High School Football Star Vilified For Dying Wish To Outlaw Abortion In Texas, Dies At 16

Wanted to be Christian minister

By HANK BERRIEN
August 29, 2018

A high school football star who suffered a six-month battle with bone cancer and used his Make-A-Wish request to ask Texas Gov. Greg Abbott to abolish abortion in Texas, died Sunday night.

Jeremiah Thomas led the Parkview Pacers to the state semi-finals in six-man football, won All-State honors and was named the game’s Most Valuable Player in 2016, followed by winning All-State honors again in 2017, playing every down on offense and defense as the Pacers won the state championship. He also wanted to become a minister.

On Monday, coach Bryce Frazier stated, “We lost a fighter and a good one at that. He loved everybody that he came in contact with, and showed love and he showed the love of Christ on everything he did and someone who could just could make you laugh.”

After Thomas’ request to speak to Abbott went viral, he was attacked with hate mail. Frazier said Jeremiah always answered lovingly.
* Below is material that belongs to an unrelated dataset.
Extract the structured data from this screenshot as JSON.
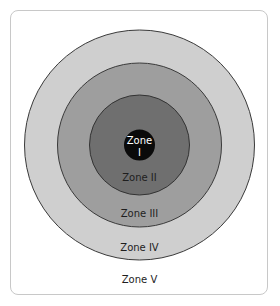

Speaking in June from his wheelchair of the favorite testimonies that he had experienced, Thomas recalled one when he was in Houston:

“There was this girl; she would come and visit me a lot, and she’d bring me a bunch of snacks. We’d watch movies together; it was like super-fun. She told me about her younger sister — her father — not her younger sister, her stepsister, who, her father was murdered when she was seven; her mom passed away last year from an overdose on drugs, and she grew up real hurt from the Church. Any idea of Christianity she hated, utterly hated. It wasn’t until she walked into my hospital room that she exclaimed that she saw true Christianity and true love. She saw my mom on her knees, just praying for me, and I was sitting up in bed, real chipper and happy. She expected me to be like, dying, super-sick. She was so surprised; she gave her life to Christ. She immediately went back to church.”

Before he died, Thomas made a video in which he said, “Sometimes bravery involves giving up on everything you’ve ever known, for everyone you’ve ever loved or everything you’ve ever wanted for the sake of something greater. I don’t know how much time I have left on this earth but with a time that I do have I want it to count for my God and for my generation.”

Frazier said, “We’re going to keep his locker here for him, make sure that he still lives on in this locker room too.” He concluded, “You know I asked them (the team) Friday night if they wanted to play and they said yes, they want to fight, and that’s our word this year, fight, and it’s going to be a fight for him.”